The young adult novel from the 40s or 50s is quite possibly my favorite genre, if only because it describes a wholesome world that never existed and never will, although there was a time when I thought it did. I first read this book when I was 10 or 11 and it was already incredibly dated then, although I didn’t know it at the time. Tobey Hayden is 16-years-old and lives with her parents, her 10-year-old sister Midge (Midge!), her 20-year-old engaged sister Alicia, and her 24-year-old married sister Janet, who’s staying with the family temporarily with her infant son Toots (Toots!) while her engineer husband is working in South America. Tobey has a boyfriend named Brose (short for Ambrose, rhymes with “gross”), although he’s never referred to as her boyfriend, despite her having agreed to wear his class ring when he gets it the following year.
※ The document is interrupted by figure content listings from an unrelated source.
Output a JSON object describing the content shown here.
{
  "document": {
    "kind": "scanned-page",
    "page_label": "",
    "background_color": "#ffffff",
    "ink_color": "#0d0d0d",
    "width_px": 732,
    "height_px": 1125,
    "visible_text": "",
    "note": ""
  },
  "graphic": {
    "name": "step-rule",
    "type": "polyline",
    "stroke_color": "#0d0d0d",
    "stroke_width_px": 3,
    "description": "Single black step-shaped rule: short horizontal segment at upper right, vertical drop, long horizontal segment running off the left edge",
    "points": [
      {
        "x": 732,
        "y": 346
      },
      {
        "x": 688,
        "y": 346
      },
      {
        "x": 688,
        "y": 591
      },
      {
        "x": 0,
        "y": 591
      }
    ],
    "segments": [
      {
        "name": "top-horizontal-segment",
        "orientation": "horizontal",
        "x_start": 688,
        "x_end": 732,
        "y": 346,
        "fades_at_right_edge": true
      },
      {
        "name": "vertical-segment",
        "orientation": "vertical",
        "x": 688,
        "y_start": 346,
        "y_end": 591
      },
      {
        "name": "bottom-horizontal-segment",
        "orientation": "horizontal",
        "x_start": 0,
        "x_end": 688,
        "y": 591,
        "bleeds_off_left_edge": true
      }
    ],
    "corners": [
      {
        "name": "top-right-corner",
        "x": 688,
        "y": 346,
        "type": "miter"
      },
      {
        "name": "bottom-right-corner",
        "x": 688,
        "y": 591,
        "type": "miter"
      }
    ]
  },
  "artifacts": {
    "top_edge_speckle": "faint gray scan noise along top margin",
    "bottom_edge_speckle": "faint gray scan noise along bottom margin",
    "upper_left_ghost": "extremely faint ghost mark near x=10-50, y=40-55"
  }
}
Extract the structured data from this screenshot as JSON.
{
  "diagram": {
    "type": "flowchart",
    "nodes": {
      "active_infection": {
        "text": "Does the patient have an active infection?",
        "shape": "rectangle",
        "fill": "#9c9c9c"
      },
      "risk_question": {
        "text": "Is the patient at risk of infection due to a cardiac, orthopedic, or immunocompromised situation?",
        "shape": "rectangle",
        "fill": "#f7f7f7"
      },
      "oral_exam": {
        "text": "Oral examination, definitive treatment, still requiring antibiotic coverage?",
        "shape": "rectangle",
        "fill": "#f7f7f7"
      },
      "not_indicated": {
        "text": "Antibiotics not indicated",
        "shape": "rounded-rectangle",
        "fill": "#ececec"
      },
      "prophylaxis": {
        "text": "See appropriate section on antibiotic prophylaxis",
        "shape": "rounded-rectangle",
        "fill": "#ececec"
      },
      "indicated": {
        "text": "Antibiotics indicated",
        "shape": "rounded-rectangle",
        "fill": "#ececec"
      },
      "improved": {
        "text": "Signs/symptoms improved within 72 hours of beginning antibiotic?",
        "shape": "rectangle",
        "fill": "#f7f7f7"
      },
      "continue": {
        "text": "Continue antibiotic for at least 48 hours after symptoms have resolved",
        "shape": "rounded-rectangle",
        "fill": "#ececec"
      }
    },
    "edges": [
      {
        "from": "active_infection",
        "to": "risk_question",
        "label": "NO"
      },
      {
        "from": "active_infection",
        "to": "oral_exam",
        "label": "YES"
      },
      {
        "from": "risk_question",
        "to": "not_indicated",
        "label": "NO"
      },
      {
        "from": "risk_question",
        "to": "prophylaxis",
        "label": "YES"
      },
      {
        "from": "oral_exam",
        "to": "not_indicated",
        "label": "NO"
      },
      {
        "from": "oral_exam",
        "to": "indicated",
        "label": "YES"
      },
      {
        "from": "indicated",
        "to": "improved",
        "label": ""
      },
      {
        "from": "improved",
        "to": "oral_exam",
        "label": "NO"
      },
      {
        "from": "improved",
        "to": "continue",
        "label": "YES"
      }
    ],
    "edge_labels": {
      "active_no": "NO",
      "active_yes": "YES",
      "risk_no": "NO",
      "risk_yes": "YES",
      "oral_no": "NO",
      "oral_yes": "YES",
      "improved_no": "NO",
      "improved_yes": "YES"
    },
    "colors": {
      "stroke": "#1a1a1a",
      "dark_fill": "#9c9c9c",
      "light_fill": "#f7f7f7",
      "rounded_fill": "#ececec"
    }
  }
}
As near as I can tell, wearing a class ring back then meant you were pre-engaged, and for a 16- or 17-year-old this seems a little premature; then again, these are kids who think Janet, at 24, is upset about being so old and having all her best days behind her, so I guess they want to get these things pinned down before they leave their teens and enter the pre rigor mortis period of their lives.
Tobey and her friends, which include boys named Itchy and Sox (Itchy and Sox!) go to dances, eat hamburgers and drink malteds, and describe things as being “terrif” or “swoony.” And for some reason, chocolate cake and ripe olives are considered legitimate things to eat at the same time. There’s a little bit of drama at the lake one summer when a Southern belle named Kentucky (“natch”) flirts with Brose and the other boys to the consternation of Tobey, Barbie, and Kay, and later Midge causes trouble for Tobey by making Brose think she was on a date with someone else, resulting in Tobey almost not being able to go to the Heart Hop. I won’t say what happens, but do you think things turn out okay in the end? I think things might!
There are five more books in this series, so there goes the next two weeks of my life.